I can remember being in Washington, DC to protest the Vietnam War. By then the U.S. was well on its way to chalking up over 58,000 combat deaths. I think Nixon was in office by then. Lyndon Baines Johnson had literally lied America into a vastly expanded war although we wouldn’t learn about that until the famed Pentagon Papers were revealed by Daniel Elsberg, an analyst who, during the Nixon administration, concluded that Americans had a right to know how badly things were going.
For those too young to know about Vietnam, other than we lost, the U.S. had already been in a long Cold War with the Soviet Union since the end of World War II and there was a theory that, if Vietnam fell to Communist control, a whole string of other nations would as well. It was called “The Domino Theory.” Divided between North and South, the Communists in the North wanted to unite the nation. In the 1950s, the U.S. had fought in Korea when the same scenario unfolded. The stalemate of that war continues today. Under Kennedy, “military advisors” had been sent after the French, Vietnam’s former colonial power, pulled out. Under LBJ it escalated into a full-blown U.S. conflict.
It took several years, but after seeing the carnage on their television news every night, most Americans began to think it was the wrong war fought in the wrong place. It would be the first war America lost and, as it wound down, nobody cared much. We just wanted to get out and bring our military home. Ironically, the lessons of that war would be applied by one of its participants, Colin Powell, who, when he became chairman of the Joint Chiefs of Staff, applied what was be known as the Powell Doctrine. No future war would be fought with anything less than overwhelming force. It was the principle applied in the Gulf War and again in Iraqi Freedom to astonishing success.
Powell would tell you, along with the other Neocons surrounding Bush43, that they emerged from the Vietnam War determined to rebuild America’s military into the most powerful the world would ever see. Defeat leaves a bad taste in your mouth. It would take until Ronald Reagan to make that goal come true. Reagan would leave Bush41 a military second to none. Modern warfare, a totally integrated fighting machine, began in the Gulf War and it restored national pride.
In the years that preceded the Gulf War, however, the U.S. looked like a paper tiger. That impression didn’t happen overnight. The Islamic Jihad had its first victory in 1979, seizing control of Iran along with our diplomats. The mullahs made Jimmy Carter look so lame, Reagan was elected. But Reagan, too, was tested in 1986 when more than 280 U.S. Marines were killed by a suicide bomber in Beirut. He pulled our troops out. Later, though, he would bomb Libya. Its dictator, Muamar Quadaffi, after last year’s Iraq invasion, decided it was time to give up his arsenal and end his flirtation with Islamic illusions of brotherhood.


- [Your task]: The response should be an exact copy of the records, with the pictures removed.

- [Data provided]:
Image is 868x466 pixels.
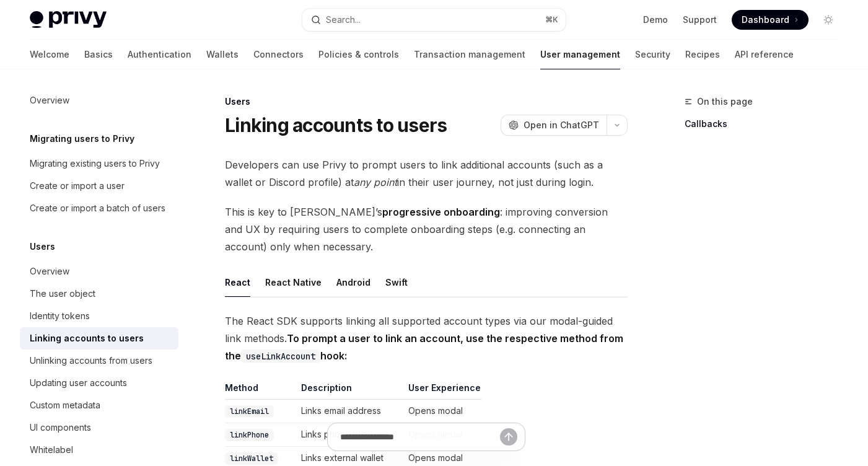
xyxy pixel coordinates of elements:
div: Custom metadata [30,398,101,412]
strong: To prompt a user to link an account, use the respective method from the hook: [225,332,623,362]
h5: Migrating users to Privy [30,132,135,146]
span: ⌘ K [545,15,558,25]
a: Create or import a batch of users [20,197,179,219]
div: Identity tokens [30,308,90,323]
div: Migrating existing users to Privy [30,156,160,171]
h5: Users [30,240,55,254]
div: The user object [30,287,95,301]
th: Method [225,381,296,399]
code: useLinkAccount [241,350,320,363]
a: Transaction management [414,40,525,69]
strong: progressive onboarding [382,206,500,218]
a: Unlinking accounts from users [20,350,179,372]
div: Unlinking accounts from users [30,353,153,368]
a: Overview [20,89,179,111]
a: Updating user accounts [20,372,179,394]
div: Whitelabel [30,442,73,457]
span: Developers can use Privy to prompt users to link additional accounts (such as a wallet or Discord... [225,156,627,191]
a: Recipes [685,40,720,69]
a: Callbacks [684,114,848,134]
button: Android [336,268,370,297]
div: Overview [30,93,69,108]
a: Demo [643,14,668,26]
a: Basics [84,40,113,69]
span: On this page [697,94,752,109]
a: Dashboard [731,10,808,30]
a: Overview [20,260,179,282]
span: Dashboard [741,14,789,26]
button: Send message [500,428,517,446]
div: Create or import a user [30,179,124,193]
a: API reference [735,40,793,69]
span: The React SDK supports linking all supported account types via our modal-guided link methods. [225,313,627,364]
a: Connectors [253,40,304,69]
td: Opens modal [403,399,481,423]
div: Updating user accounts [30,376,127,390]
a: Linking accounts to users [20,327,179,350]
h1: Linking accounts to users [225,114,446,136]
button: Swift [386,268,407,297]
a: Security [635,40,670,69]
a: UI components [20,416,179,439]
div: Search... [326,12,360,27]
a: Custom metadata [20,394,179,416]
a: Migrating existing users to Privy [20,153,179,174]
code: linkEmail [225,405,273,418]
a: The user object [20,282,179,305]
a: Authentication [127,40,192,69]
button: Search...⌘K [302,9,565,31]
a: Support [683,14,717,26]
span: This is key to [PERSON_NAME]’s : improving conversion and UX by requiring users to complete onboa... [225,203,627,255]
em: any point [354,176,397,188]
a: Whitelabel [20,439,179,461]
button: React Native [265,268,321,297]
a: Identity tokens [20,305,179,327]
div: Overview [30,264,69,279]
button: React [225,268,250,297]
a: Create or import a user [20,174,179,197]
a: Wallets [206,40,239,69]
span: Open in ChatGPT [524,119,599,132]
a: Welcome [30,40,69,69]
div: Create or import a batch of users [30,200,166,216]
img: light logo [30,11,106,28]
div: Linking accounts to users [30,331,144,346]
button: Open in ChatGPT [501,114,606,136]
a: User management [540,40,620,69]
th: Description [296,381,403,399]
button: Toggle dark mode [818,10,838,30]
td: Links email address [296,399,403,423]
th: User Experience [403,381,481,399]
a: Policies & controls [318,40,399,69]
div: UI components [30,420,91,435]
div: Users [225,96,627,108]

- [Your solution]:
Image is 868x466 pixels.
xyxy pixel coordinates of elements:
div: Custom metadata [30,398,101,412]
strong: To prompt a user to link an account, use the respective method from the hook: [225,332,623,362]
h5: Migrating users to Privy [30,132,135,146]
span: ⌘ K [545,15,558,25]
a: Create or import a batch of users [20,197,179,219]
div: Identity tokens [30,308,90,323]
div: Migrating existing users to Privy [30,156,160,171]
h5: Users [30,240,55,254]
div: The user object [30,287,95,301]
th: Method [225,381,296,399]
code: useLinkAccount [241,350,320,363]
a: Transaction management [414,40,525,69]
strong: progressive onboarding [382,206,500,218]
a: Unlinking accounts from users [20,350,179,372]
div: Unlinking accounts from users [30,353,153,368]
a: Overview [20,89,179,111]
a: Updating user accounts [20,372,179,394]
div: Whitelabel [30,442,73,457]
span: Developers can use Privy to prompt users to link additional accounts (such as a wallet or Discord... [225,156,627,191]
a: Recipes [685,40,720,69]
a: Callbacks [684,114,848,134]
button: Android [336,268,370,297]
div: Overview [30,93,69,108]
a: Demo [643,14,668,26]
a: Basics [84,40,113,69]
span: On this page [697,94,752,109]
a: Dashboard [731,10,808,30]
a: Overview [20,260,179,282]
span: Dashboard [741,14,789,26]
button: Send message [500,428,517,446]
div: Create or import a user [30,179,124,193]
a: API reference [735,40,793,69]
span: The React SDK supports linking all supported account types via our modal-guided link methods. [225,313,627,364]
a: Connectors [253,40,304,69]
td: Opens modal [403,399,481,423]
div: Updating user accounts [30,376,127,390]
a: Linking accounts to users [20,327,179,350]
h1: Linking accounts to users [225,114,446,136]
button: Swift [386,268,407,297]
a: Security [635,40,670,69]
a: UI components [20,416,179,439]
div: Search... [326,12,360,27]
a: Custom metadata [20,394,179,416]
a: Migrating existing users to Privy [20,153,179,174]
code: linkEmail [225,405,273,418]
a: The user object [20,282,179,305]
a: Authentication [127,40,192,69]
button: Search...⌘K [302,9,565,31]
a: Support [683,14,717,26]
span: This is key to [PERSON_NAME]’s : improving conversion and UX by requiring users to complete onboa... [225,203,627,255]
em: any point [354,176,397,188]
a: Whitelabel [20,439,179,461]
button: React Native [265,268,321,297]
a: Identity tokens [20,305,179,327]
div: Overview [30,264,69,279]
button: React [225,268,250,297]
a: Create or import a user [20,174,179,197]
a: Wallets [206,40,239,69]
span: Open in ChatGPT [524,119,599,132]
a: Welcome [30,40,69,69]
div: Create or import a batch of users [30,200,166,216]
img: light logo [30,11,106,28]
div: Linking accounts to users [30,331,144,346]
button: Open in ChatGPT [501,114,606,136]
a: User management [540,40,620,69]
th: Description [296,381,403,399]
button: Toggle dark mode [818,10,838,30]
td: Links email address [296,399,403,423]
th: User Experience [403,381,481,399]
a: Policies & controls [318,40,399,69]
div: UI components [30,420,91,435]
div: Users [225,96,627,108]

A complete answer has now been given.